Mia, though, is no dewy-eyed young trouper, nor is she as innocent as she might first appear. As she negotiates two key relationships with her mother's new boyfriend Connor and Billy (Harry Treadaway), a traveller lad who recognizes her as a fellow outsider we're repeatedly asked to reassess our reactions to Mia and our assumptions about her. One quality Arnold says she likes about the film is its ability to trip its audience up: "Somebody said to me: 'When I"m watching your films, I'm always sitting there saying, "Don't go there, don't go there...' And you always go there.' And I think that's probably it. I'm really interested in characters who behave in quite difficult empathy with somebody who does that."

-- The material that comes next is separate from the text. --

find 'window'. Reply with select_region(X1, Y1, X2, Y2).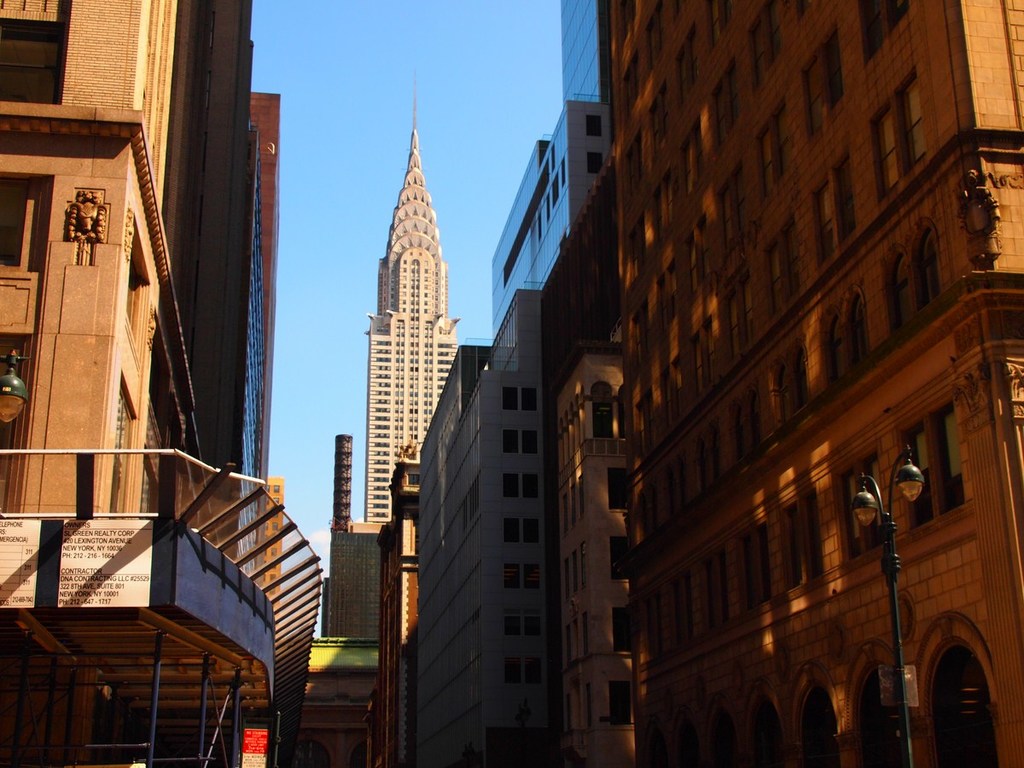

Perhaps part of the reason that Mia's development is so vividly realized is that Katie Jarvis was experiencing her own rite of passage out here in real life, and real time. As an untrained actor (she was cast after a chance encounter at Tilbury Town railway station) who also had to take intensive dance lessons for the role, she found herself suddenly tasked with carrying a film where she's the emotional centre of every scene. In order to help Jarvis stay on top of the narrative arc, Arnold decided to shoot the film in chronological order; she withheld the full script not just from Jarvis but from all the actors, revealing the plot to then only a few days in advance to keep their reactions real.
"For Katie not to have the whole film in her head was quite good, because it was quite a lot to take on," says Arnold. "It was a big experience for her, and it shows. There's a very definite feel about her at the end she feels older somehow."

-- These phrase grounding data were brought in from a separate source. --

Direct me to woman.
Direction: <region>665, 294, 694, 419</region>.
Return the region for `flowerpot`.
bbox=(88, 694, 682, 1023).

Jarvis brings a vividness and immediacy to the role which invite interesting comparisons with the efforts of more technically sophisticated actors Samantha Morton in Lynne Ramsay's Morvern Callar, say and bring an extra layer of tension to a film that often threatens to slip over the cliff of credibility, then manages to yank itself back from the edge.

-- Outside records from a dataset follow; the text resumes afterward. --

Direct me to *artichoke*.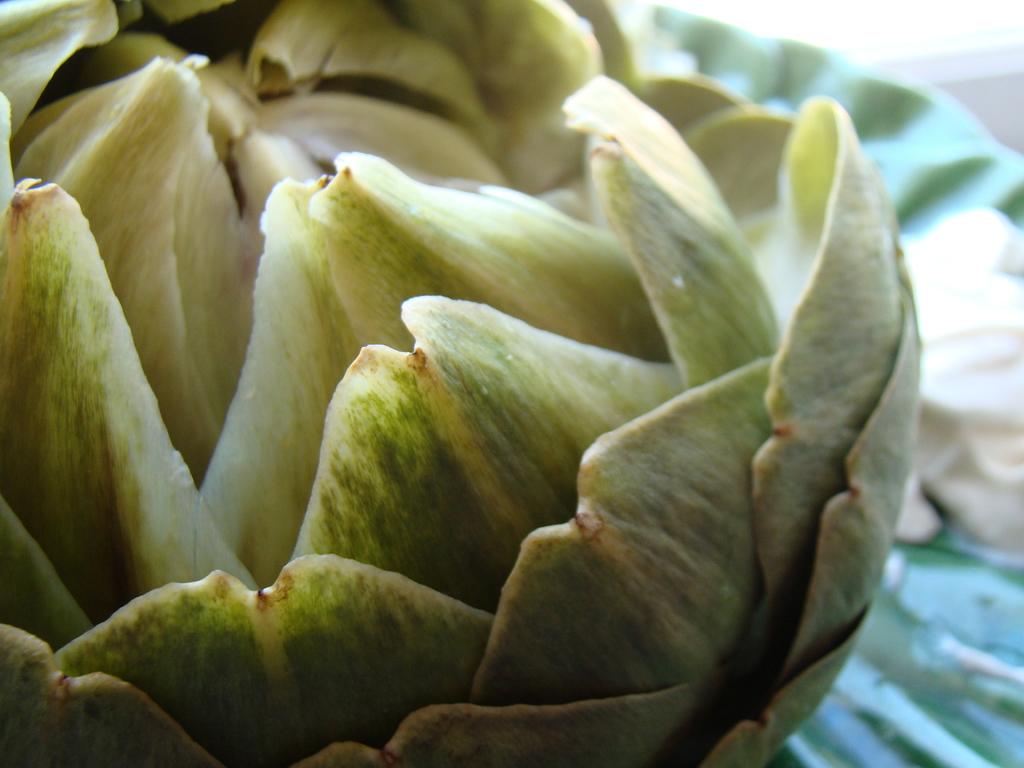
Direction: BBox(0, 56, 929, 767).
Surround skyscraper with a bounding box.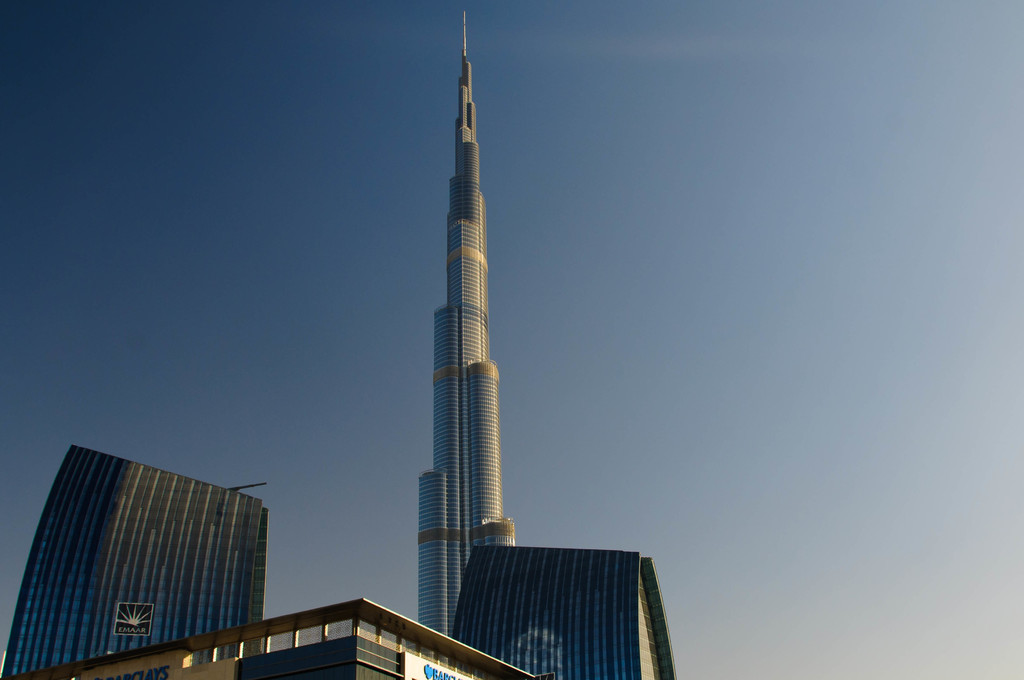
[419,6,518,638].
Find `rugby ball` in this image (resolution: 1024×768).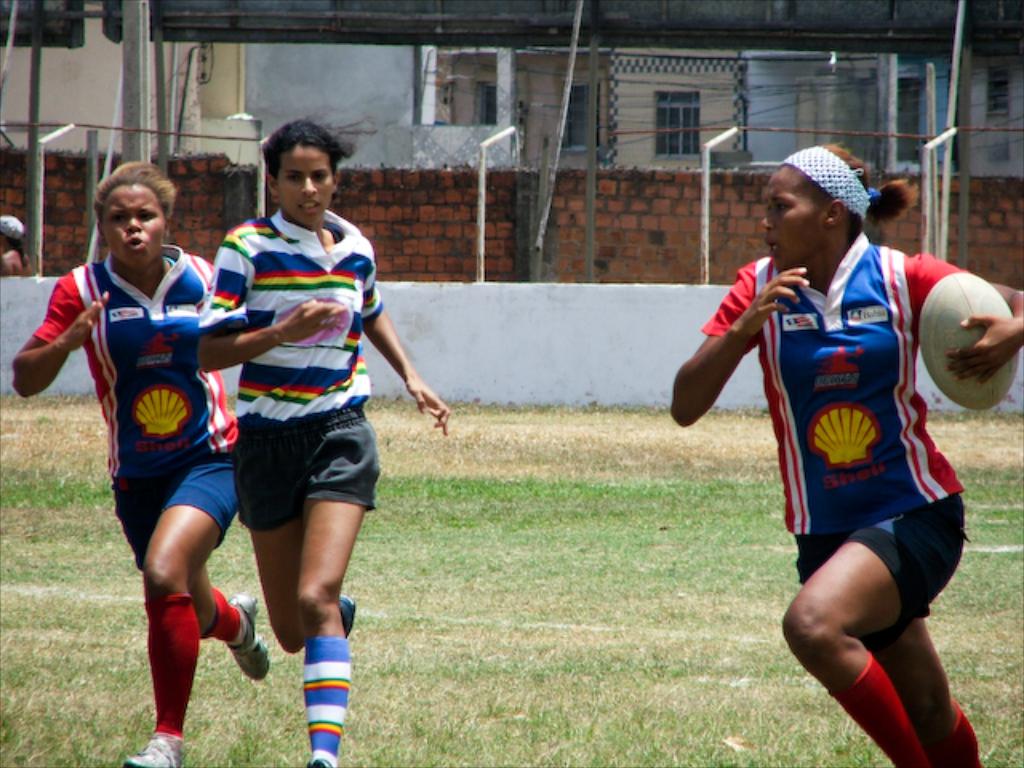
918,272,1019,411.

Casting an unknown was a nerve-racking decision for Arnold: "It seemed like a massive risk," she admits. "I just didn't know if she'd be able to do it." But it was even more stressful for 17-year old. "Professional actors have learned professional attitudes to their work," Arnold points out. "Bur Katie hadn't done anything like that. She was just out of school. I don't think she'd ever done a job, or was used to a working day. We worked ten hours a day, which isn't too bad but to her seemed very long. She'd get very tired, which is understandable. She needed a lot of looking after."
For one thing, Jarvis had to negotiate the social rules of a new peer group, who expected her to share their fluid grasp of personality and reality.
"When we were doing the scene with the traveller boys," Arnold recalls, "they were staying in character off camera. Katie went up to speak to one of them and he just blew smoke in her face, and she was absolutely furious and came over to complain to me about it. And I said, 'But that's not them they're just normal, regular, really, nice blokes. They're just pretending. "She really found that hard to understand, so I had to get them to come and speak to her normally. She'd believed them it's a testament to their acting, if you like."